Self-Supervised Siamese Autoencoders
This work addresses the need for efficient feature extraction in machine learning with less labeled data, though it is incremental as it builds on existing autoencoder and Siamese network techniques.
The paper tackled the problem of self-supervised representation learning by proposing SidAE, a method combining Siamese networks and denoising autoencoders, which outperformed baselines in image classification tasks, especially with limited labeled data.
In contrast to fully-supervised models, self-supervised representation learning only needs a fraction of data to be labeled and often achieves the same or even higher downstream performance. The goal is to pre-train deep neural networks on a self-supervised task, making them able to extract meaningful features from raw input data afterwards. Previously, autoencoders and Siamese networks have been successfully employed as feature extractors for tasks such as image classification. However, both have their individual shortcomings and benefits. In this paper, we combine their complementary strengths by proposing a new method called SidAE (Siamese denoising autoencoder). Using an image classification downstream task, we show that our model outperforms two self-supervised baselines across multiple data sets and scenarios. Crucially, this includes conditions in which only a small amount of labeled data is available. Empirically, the Siamese component has more impact, but the denoising autoencoder is nevertheless necessary to improve performance.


### TASK
Write out every line below that includes the word "xlabel".

### DATA FOR THIS TASK
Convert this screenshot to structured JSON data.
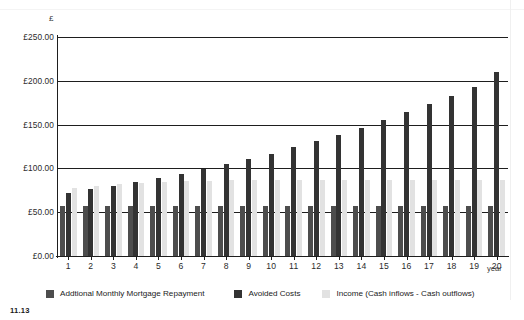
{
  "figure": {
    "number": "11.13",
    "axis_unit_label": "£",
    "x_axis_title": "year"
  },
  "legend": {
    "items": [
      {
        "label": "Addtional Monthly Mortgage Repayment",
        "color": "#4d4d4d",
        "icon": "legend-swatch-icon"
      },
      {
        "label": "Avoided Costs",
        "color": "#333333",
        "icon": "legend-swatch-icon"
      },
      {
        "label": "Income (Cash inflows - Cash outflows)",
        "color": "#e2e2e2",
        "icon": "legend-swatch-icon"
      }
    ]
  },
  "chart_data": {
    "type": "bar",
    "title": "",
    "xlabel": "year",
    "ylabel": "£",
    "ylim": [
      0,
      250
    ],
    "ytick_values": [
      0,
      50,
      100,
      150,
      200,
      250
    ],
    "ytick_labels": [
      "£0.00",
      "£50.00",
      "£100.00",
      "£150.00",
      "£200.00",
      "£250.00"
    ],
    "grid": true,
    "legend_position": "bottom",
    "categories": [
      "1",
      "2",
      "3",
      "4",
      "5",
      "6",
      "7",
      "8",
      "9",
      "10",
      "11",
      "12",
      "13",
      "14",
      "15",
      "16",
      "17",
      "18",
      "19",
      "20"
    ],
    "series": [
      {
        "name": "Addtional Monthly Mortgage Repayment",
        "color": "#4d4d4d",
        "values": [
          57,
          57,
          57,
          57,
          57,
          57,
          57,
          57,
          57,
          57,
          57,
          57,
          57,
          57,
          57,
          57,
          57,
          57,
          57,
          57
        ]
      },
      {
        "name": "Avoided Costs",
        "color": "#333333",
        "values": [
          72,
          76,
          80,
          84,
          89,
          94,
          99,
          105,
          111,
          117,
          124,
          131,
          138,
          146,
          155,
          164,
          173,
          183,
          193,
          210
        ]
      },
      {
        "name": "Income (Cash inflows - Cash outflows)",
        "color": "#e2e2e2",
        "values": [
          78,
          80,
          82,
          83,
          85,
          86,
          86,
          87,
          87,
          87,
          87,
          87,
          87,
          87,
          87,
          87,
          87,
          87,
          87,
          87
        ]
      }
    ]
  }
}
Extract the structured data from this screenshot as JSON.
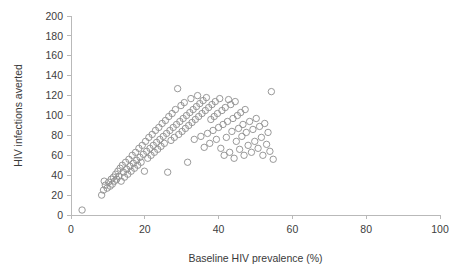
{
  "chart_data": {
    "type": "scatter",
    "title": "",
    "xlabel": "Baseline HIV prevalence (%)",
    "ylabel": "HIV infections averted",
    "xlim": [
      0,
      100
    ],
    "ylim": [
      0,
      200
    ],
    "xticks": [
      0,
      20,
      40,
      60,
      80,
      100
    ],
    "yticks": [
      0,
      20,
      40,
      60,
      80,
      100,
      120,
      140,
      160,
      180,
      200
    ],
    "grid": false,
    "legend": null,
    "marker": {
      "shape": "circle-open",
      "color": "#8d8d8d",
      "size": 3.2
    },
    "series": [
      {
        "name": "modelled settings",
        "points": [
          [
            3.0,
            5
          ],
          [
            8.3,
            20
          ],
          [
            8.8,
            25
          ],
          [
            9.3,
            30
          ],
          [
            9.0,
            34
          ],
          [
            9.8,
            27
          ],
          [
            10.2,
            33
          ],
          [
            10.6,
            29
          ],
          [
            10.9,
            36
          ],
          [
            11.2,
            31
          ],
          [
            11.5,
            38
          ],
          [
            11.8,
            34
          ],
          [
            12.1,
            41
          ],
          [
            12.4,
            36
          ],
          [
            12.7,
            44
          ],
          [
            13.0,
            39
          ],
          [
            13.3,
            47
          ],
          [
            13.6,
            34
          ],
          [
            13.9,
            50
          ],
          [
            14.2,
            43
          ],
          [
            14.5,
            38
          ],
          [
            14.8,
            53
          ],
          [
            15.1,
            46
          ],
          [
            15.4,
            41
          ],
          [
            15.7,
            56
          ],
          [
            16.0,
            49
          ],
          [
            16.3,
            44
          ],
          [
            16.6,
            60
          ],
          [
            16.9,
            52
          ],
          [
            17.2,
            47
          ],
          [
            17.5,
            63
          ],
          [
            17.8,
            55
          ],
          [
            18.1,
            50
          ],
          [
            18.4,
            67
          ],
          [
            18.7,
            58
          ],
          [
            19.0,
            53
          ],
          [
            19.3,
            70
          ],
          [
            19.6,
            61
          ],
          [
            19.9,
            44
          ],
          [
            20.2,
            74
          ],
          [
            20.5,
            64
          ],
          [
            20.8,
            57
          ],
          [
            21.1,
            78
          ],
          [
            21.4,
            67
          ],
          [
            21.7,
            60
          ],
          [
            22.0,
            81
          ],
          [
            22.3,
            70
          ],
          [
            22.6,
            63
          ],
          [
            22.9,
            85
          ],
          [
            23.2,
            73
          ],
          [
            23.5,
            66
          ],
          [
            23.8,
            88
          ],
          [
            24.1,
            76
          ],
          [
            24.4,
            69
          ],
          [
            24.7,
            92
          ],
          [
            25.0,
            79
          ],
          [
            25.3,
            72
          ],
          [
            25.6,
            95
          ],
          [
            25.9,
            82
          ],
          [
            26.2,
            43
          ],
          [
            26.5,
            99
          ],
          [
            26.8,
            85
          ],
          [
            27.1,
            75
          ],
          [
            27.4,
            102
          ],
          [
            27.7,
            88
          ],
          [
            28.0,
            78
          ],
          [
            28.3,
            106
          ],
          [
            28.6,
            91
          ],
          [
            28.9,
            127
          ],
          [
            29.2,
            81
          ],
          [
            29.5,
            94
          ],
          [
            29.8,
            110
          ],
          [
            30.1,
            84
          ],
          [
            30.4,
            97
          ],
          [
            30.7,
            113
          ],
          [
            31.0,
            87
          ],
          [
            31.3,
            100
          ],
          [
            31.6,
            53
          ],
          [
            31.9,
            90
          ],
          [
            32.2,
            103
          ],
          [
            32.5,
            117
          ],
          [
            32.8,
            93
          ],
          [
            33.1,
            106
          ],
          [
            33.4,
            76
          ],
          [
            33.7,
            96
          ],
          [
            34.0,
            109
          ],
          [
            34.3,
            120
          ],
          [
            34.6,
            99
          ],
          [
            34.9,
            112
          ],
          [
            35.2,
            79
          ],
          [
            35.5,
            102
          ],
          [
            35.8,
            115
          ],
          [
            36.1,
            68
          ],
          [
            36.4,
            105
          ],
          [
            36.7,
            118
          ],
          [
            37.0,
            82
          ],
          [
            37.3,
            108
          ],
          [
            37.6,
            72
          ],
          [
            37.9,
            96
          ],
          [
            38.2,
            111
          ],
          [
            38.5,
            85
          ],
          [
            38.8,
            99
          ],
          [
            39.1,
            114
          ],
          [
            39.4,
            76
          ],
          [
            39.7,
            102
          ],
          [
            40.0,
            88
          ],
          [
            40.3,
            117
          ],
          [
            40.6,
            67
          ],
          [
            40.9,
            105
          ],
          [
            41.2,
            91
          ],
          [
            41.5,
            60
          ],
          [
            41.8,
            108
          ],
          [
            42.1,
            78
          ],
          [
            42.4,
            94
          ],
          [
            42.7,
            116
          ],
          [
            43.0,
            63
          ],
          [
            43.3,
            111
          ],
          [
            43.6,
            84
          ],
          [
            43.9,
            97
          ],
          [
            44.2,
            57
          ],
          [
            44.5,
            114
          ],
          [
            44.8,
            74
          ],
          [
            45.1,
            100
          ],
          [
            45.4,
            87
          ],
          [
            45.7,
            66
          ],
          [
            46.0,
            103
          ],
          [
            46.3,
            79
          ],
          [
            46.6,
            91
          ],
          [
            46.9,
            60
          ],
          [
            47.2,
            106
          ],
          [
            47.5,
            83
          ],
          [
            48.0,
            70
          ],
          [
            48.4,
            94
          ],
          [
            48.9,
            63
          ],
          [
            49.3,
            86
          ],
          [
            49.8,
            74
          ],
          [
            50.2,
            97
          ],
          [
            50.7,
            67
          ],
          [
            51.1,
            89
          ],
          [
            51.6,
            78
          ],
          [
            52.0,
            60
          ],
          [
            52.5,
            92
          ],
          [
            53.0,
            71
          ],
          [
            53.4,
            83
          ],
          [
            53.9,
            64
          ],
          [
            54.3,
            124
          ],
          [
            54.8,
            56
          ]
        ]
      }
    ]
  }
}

### OUTPUT OF THE EXERCISE
    "xlabel": "year",
    "xlabel": "Baseline HIV prevalence (%)",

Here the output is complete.